Killers of the Flower Moon‘s corpse isn’t even cold––can I continue torturing this metaphor? it’s a holiday and I shouldn’t even be working––but Martin Scorsese has already announced plans, seemingly imminent, for a new film. A lifelong Catholic meeting with the Pope can have that sort of effect. So it seems from a conference at the Vatican wherein the director claimed he’s “responded to the Pope’s appeal to artists in the only way I know how: by imagining and writing a screenplay for a film about Jesus,” with the notable incentive that he’s “about to start making it.” About? For an artist concerned there’s no more time, everything’s present-tense. [Variety]
Per Antonio Spadaro, editor of Jesuit publication La Civiltà Cattolica, Scorsese was moved (again: Catholic) by “the Holy Father’s appeal ‘to let us see Jesus.’ This is, well, not untraveled road for Scorsese, whose Last Temptation of Christ remains a definitive text about The Man Himself, and of course among the most incendiary––start here and try not feeling your stomach turn at the hatred, ignorance, and literal terrorist attack it spurred––but maybe not even the best: Christ shapes 2016’s Silence as structuring absence, seen only in a wonderful kind of literal-abstract at one key point. (In this same talk with Spadaro he called it “the subsequent step in his research on the figure of Jesus.”)
So what’s next? Hard to imagine Scorsese wanting to make another film about his life, which Last Temptation covers far more thoroughly than the reputation of its last stretch suggests, just as it’s plainly uncertain this film would even materialize from a director with seemingly boundless interests. But dictates from the Holy Father: that’s quite the commandment.
Watch Scorsese’s hour-long conversation with Fr. Antonio Spadaro SJ below, in which he revealed the first details about the project.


**Task to carry out**
Only text belongs in your copy of the listing below; reproduce it exactly and leave out the pictures.

**Data for this task**

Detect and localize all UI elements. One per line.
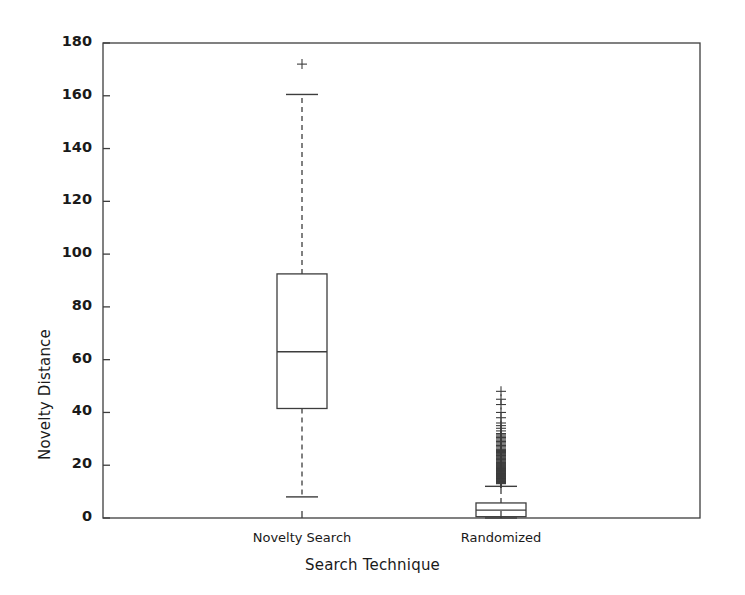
y-axis-title: Novelty Distance <box>36 329 54 460</box>
y-tick-label: 100 <box>30 244 92 260</box>
plot-frame <box>103 43 700 518</box>
y-tick-label: 140 <box>30 139 92 155</box>
y-tick-label: 80 <box>30 297 92 313</box>
y-tick-label: 180 <box>30 33 92 49</box>
figure-canvas: 020406080100120140160180 Novelty SearchR… <box>0 0 745 595</box>
y-tick-label: 0 <box>30 508 92 524</box>
x-tick-label-1: Novelty Search <box>192 530 412 545</box>
x-axis-title: Search Technique <box>0 556 745 574</box>
y-tick-label: 120 <box>30 191 92 207</box>
y-tick-label: 160 <box>30 86 92 102</box>
x-tick-label-2: Randomized <box>391 530 611 545</box>
boxplot-chart <box>0 0 745 595</box>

**Answer to this problem**
Detect and localize all UI elements. One per line.
y-axis-title: Novelty Distance <box>36 329 54 460</box>
y-tick-label: 100 <box>30 244 92 260</box>
plot-frame <box>103 43 700 518</box>
y-tick-label: 140 <box>30 139 92 155</box>
y-tick-label: 80 <box>30 297 92 313</box>
y-tick-label: 180 <box>30 33 92 49</box>
figure-canvas: 020406080100120140160180 Novelty SearchR… <box>0 0 745 595</box>
y-tick-label: 0 <box>30 508 92 524</box>
x-tick-label-1: Novelty Search <box>192 530 412 545</box>
x-axis-title: Search Technique <box>0 556 745 574</box>
y-tick-label: 120 <box>30 191 92 207</box>
y-tick-label: 160 <box>30 86 92 102</box>
x-tick-label-2: Randomized <box>391 530 611 545</box>
boxplot-chart <box>0 0 745 595</box>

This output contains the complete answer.